The collared lizard's imperfect adaptations
A male collared lizard stands ready to defend his territory against intruding males. Photo by Jeff Mitton.
By Jeff Mitton
A male collared lizard, Crotaphytus collaris, surveyed its territory from atop a small boulder.
I approached to get a better look, but it moved to hide in a clump of grass. I approached again, and it moved to another boulder, but here it took a stand, doing pushups to signal that it was ready to defend its territory.
I had two immediate impressions. First of all, this male was a dandy, brightly colored and ornately patterned. Second, its slender body, long legs and enormous feet clearly indicated that it was a runner.
Several selective forces influence the pattern and colors of collared lizards. Juveniles and females are cryptically colored, and their colors and textures vary from site to site, depending on the color of the local soil and rocks. This selection is administered by a long list of predators, including red-tailed hawks, Swainson's hawks, northern harriers, Cooper's hawks, ravens, crows, kestrels, bull snakes, pine snakes, black rat snakes, coachwhips and racers.
An experimental study demonstrated the adaptive value of crypsis for collared lizards. Clay models were set out in three different collared lizard localities, and the models were monitored to record predator attacks.
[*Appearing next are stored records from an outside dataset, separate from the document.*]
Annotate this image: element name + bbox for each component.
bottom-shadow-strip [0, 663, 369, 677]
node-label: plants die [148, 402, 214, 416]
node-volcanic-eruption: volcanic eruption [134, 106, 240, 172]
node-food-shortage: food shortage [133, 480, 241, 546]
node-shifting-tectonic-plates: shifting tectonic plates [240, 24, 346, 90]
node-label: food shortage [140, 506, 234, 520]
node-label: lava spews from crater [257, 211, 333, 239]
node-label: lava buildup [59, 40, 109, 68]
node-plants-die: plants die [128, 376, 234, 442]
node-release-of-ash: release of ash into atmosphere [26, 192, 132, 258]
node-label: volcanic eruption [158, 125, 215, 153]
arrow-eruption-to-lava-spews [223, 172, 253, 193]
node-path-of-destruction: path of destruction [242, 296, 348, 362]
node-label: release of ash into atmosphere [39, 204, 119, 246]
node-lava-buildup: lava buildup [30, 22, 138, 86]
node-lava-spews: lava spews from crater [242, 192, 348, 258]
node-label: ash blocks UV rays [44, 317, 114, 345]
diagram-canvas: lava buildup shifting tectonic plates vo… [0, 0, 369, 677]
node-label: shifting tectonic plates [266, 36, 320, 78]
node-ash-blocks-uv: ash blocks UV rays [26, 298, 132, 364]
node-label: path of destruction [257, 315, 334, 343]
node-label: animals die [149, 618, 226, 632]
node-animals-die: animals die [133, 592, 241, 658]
Three types of models were deployed at each locality, mimicking juveniles, adult females and adult males. Predators struck at the brightly colored models of males but never struck the cryptic models of juveniles and adult females.
Juvenile males are cryptically colored, but they assume bright colors as they reach sexual maturity. Although bright male coloration increases the risk of predation, bright colors are absolutely necessary to attract mature females to a territory. In the arena of natural selection and evolution, a male that survives to old age but never mates is an abject failure; his genes will be lost. So males risk predation to attract mates.
Adult females, on the other hand, can afford to by cryptic, for there is no shortage of eager males. Juveniles must be cryptic, for they must evade predators so that they can survive to reproductive maturity and mate.
Collared lizards run in three different circumstances. First, they often stalk prey and then run to snag an insect or smaller lizard. Second, they run to the safety of a burrow when a predator threatens. Finally, adult males run to chase intruding males from the adult females in their territories.
Adults run faster than juveniles, and everyone runs faster from a predator than they do in pursuit of prey. But males chasing intruding males from their territories attain the fastest speeds. Collared lizards are even able to run upright, on their back legs, balancing with their long, agile tails.
Natural selection favors the adult males that run the fastest. Among adult males, both territory size and the number of females within a territory increase with the male's top speed. Consequently, the fastest males have the most offspring; in the parlance of evolutionary biology, fast males have the highest fitness.
Some writers, considering the natural world and how it came to be, describe cases of optimal design and perfect adaptation. But natural selection, driven solely by differences in reproductive success, can neither detect nor strive for perfection.
The collared lizard's adaptations are excellent examples of what natural selection can achieve. The cryptic colors and patterns of juveniles and adult females are not perfect, but adequate matches to the local substrate colors and textures so that predators do not detect many of them. The color and patterns of adult males are adequate compromises between the crypsis needed to avoid predators and the flashiness needed to attract females.
Because selection for fast males is unopposed by other forms of selection, males are extraordinarily fast; but the fittest males are not infinitely fast, just faster than most other males.